Seven Wicked Nights (Turner #1.5)

Luke could only stare at her. Yes, it was true. Cecily had changed. Her youthful sweetness and generosity had not disappeared, but added to them now were a woman’s serenity and confidence. One could see it in the tilt of her chin, the efficient grace of her movements. And the way the light glowed through the curling wisps of hair at her brow… She’d always been a pretty girl, but he’d never thought her so beautiful as he did this very moment.

“Remarkable,” he murmured. Clearing his throat, he added, “You didn’t find it tedious, listening to all those ragged soldiers rattle on? It didn’t repulse you, tending the wounds of complete strangers?”

“Not at all,” she answered lightly, squeezing his hand. “I just pretended they were you.”

God. She was killing him.

“Well then,” he said in a tone of false nonchalance, “I’m certain every last one of them fell hopelessly in love with you. How many proposals have you rejected in the past four years? A hundred or more, I’m sure.”

“Twenty-six.”

Luke slowed as the cottage came into view—a tidy, thatched-roof dwelling hunched between two tall pine trees.

“Twenty-six,” he repeated, coming to a stop.

She turned to him, clutching his hand tight. “Yes. Twenty-six. Not counting the invalid soldiers.” The color of her eyes deepened to an intense cobalt blue. “You cannot know how I have fought for you, Luke. Not in the same way you have suffered, to be sure. But I have waged my own small battles here. I have fought the pressure to marry, fought the envy for my friends who did. I have struggled against my own desire for companionship and affection.” Her voice broke. “I am not a woman formed for solitude.”

“I know it,” he whispered, raising his free hand to her cheek. “I know it. That’s why you need a husband who can—”

“I have fought despair,” she interrupted, “when months, years passed with no word of you.”

Guilt twisted in his gut. “I could not have written. We weren’t engaged.”

“Yes, but you might have written Denny. Or any one of our mutual friends. You might have casually asked for word of me.”

“I didn’t want word of you.”

She recoiled, and he whipped an arm around her waist, pulling her close.

“How can I explain? You know my parents died several years ago. I’ve no siblings, very few relations. And it didn’t take but one dusty skirmish in Portugal for me to realize—if I died on that battlefield, there would be no one to mourn me, but a handful of old school friends.” He touched her cheek. “No one but you. I did think of you.
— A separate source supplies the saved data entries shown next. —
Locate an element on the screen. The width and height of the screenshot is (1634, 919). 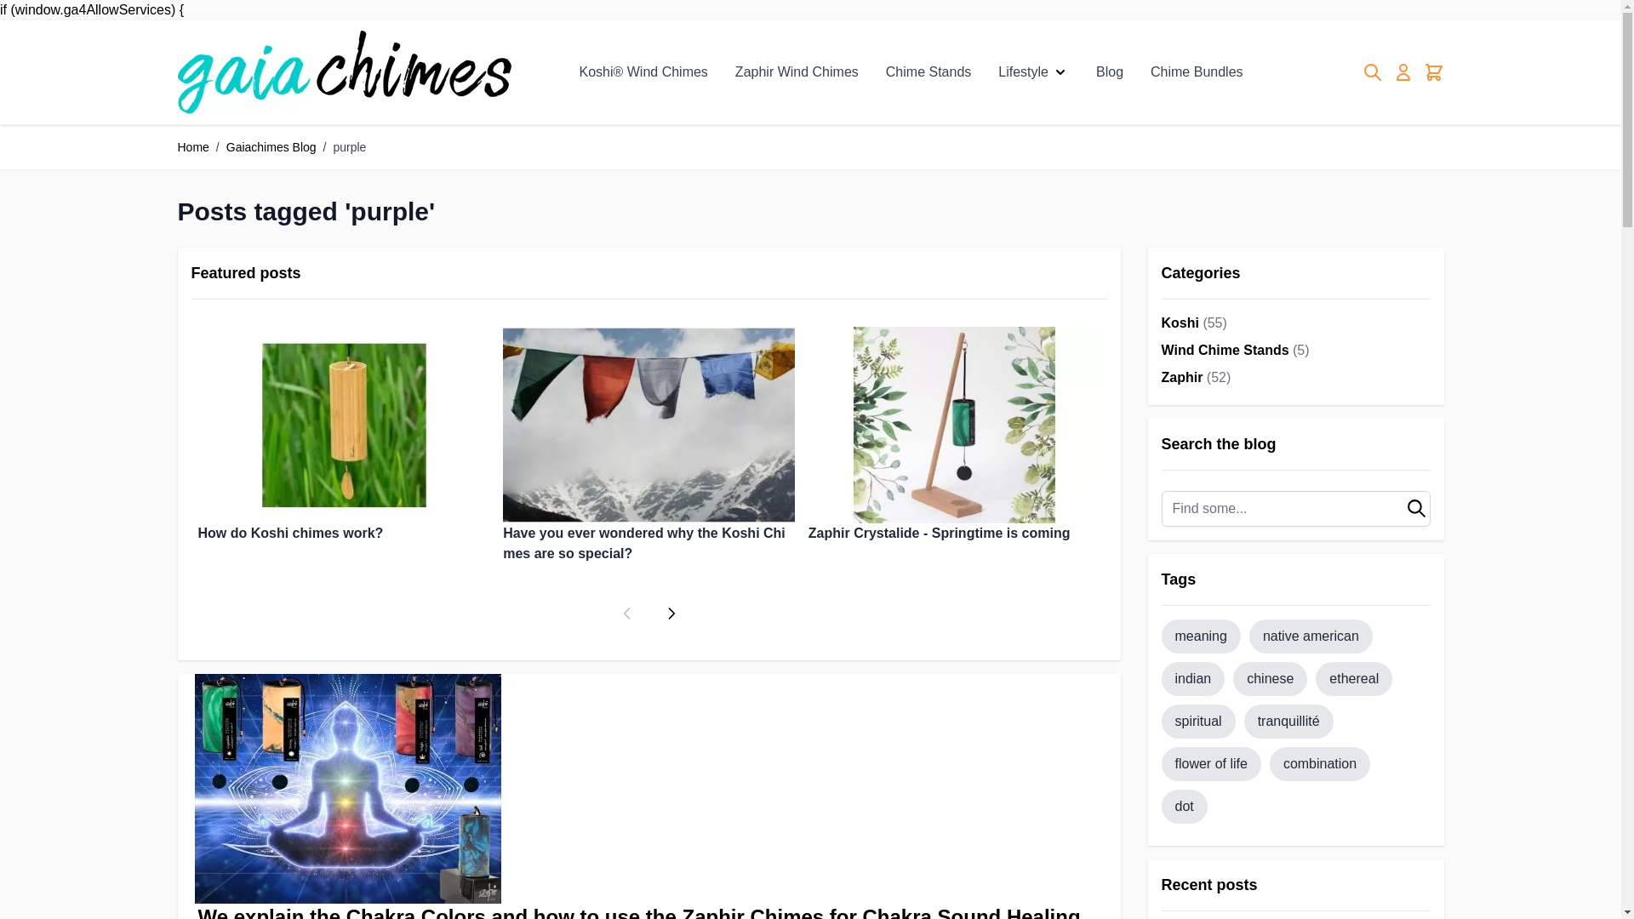
Zaphir Wind Chimes is located at coordinates (796, 71). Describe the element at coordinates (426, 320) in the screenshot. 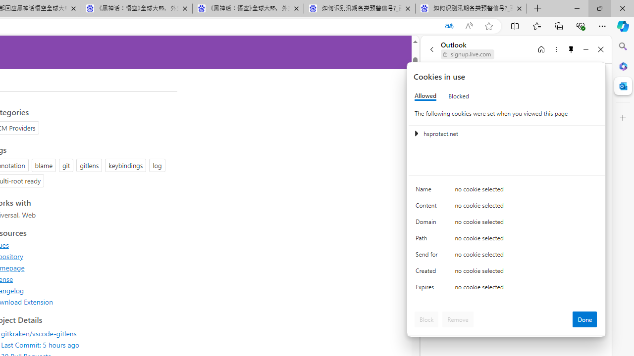

I see `Block` at that location. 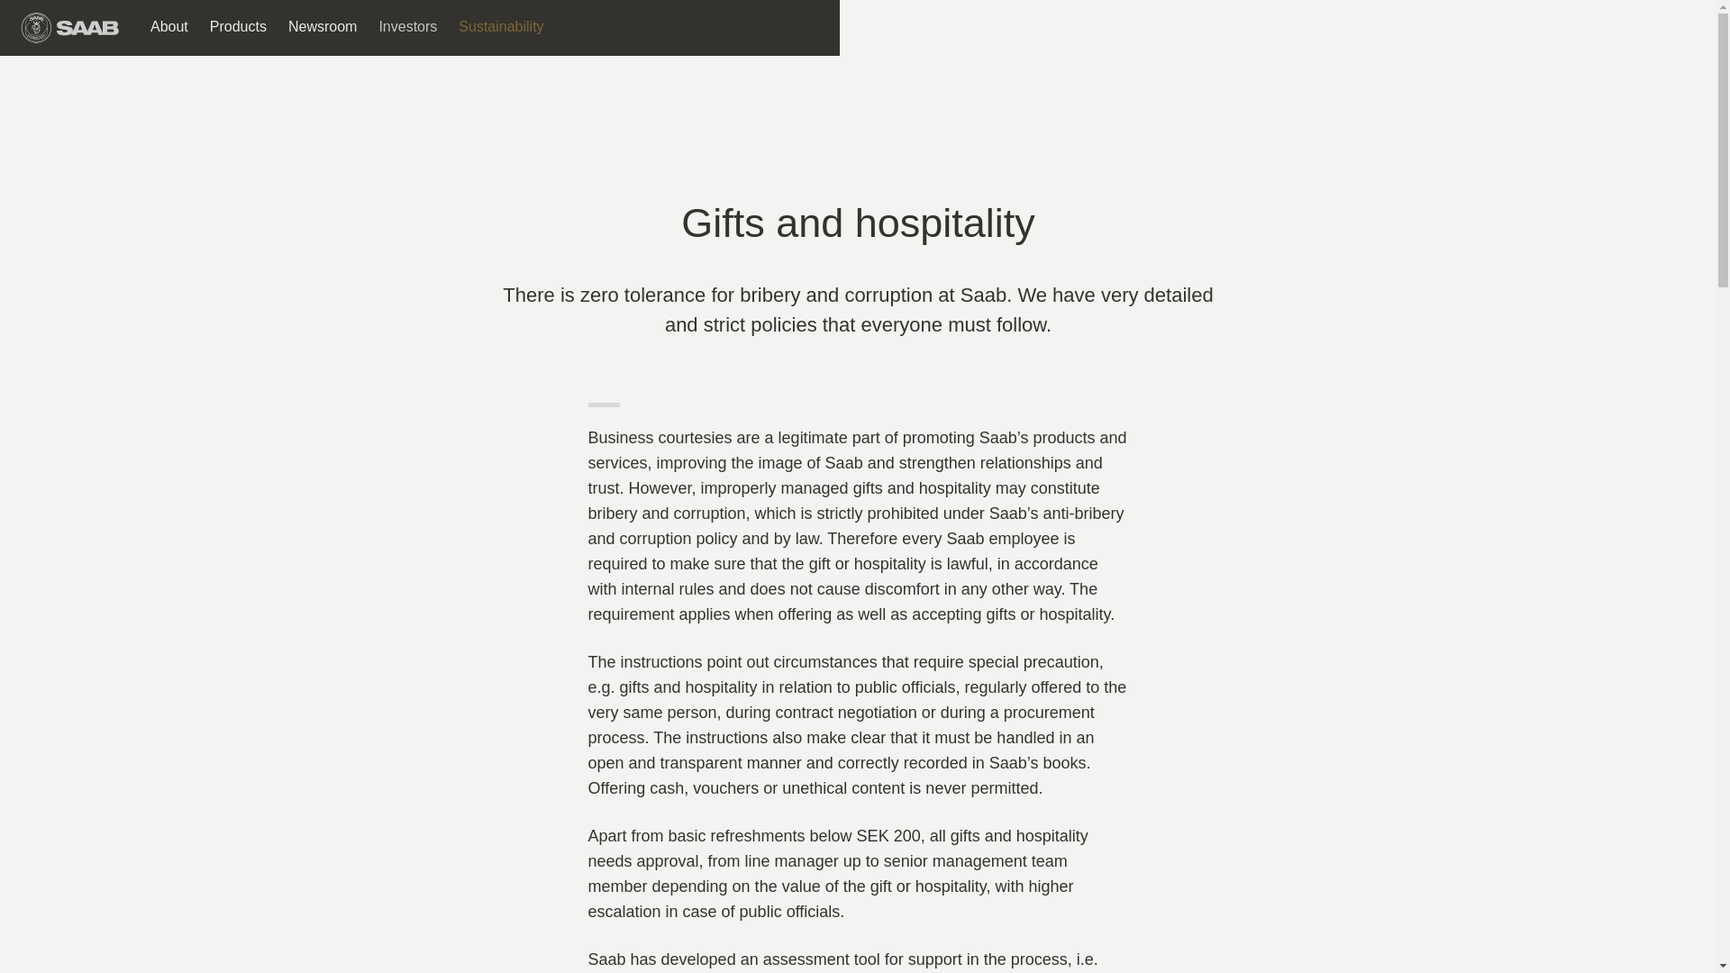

Constantly. I did remember that perfect, sweet kiss when I was bleeding and starving and pissing scared. It was the thought that kept me going: Cecily Hale cares whether I live or die. I couldn’t risk asking word of you, don’t you understand? I didn’t want to know. Surely I’d learn you’d married one of those twenty-six men queuing up for the pleasure of your hand, and I would have nothing left.”

“But I didn’t marry any of them. I waited for you.”

“Then you were a fool.” He gripped her chin. “Because that man you waited for…he isn’t coming back. I’ve changed, too much. Some men lose a leg in war; others, a few fingers. I surrendered part of my humanity. Just like the ridiculous werestag you’re out here chasing.”

“I’m out here chasing you, you idiot!” She buffeted his shoulder with her fist. “You’re the one I love.”

He kissed her, hard and fast. Just for a moment. Just until her mouth stopped forming dangerous words and melted to a soft, generous invitation, and her fisted hand uncurled against his chest.

Then he pulled away.

“Listen to me. I admire you. Adore you. Hell, I’ve spent four years constructing some twisted, blasphemous religion around you. And you must know how badly I want you.” He slid a hand to the small of her back and crushed her belly against his aching groin, then kissed her again, to stifle his unwilling groan. “But I can’t love you, Cecily, not the way you deserve.”

“Who are you, to judge what I deserve?” She wrestled away from him and stalked to the cottage door, taking hold of the door handle and giving it a full-force tug. “And what do you mean, you can’t love me? Love isn’t a matter of can or can’t.” She pulled again, but the door would not budge. “It’s a matter of do or don’t. Either you do love me, and damn the consequences”—she tugged again, to no avail—“or you don’t, and we go our separate ways.”

She let go the door handle and released an exasperated huff.

Slowly, he walked to her side. “There’s a little latch,” he said, pulling on the string above her head. “Just here.”

The door swung open with a rusty creak. Together they stood on the threshold, peering into the cottage’s dimly lit interior.

“After you,” Cecily said wryly. “By all means.”

“The light’s fading. We should return to the manor.”

“Not yet,” she said, pushing him forward into the dirt-floored gloom. “Strip off your shirt.”





Chapter Six





“WHAT?” Luke crossed his arms over his chest. His eyes darted from the cottage’s single window to the straw-tick bed huddled under the sloping corner of the roof. “You can’t be serious.”

Cecily found his panic vastly amusing. “Certainly I can.”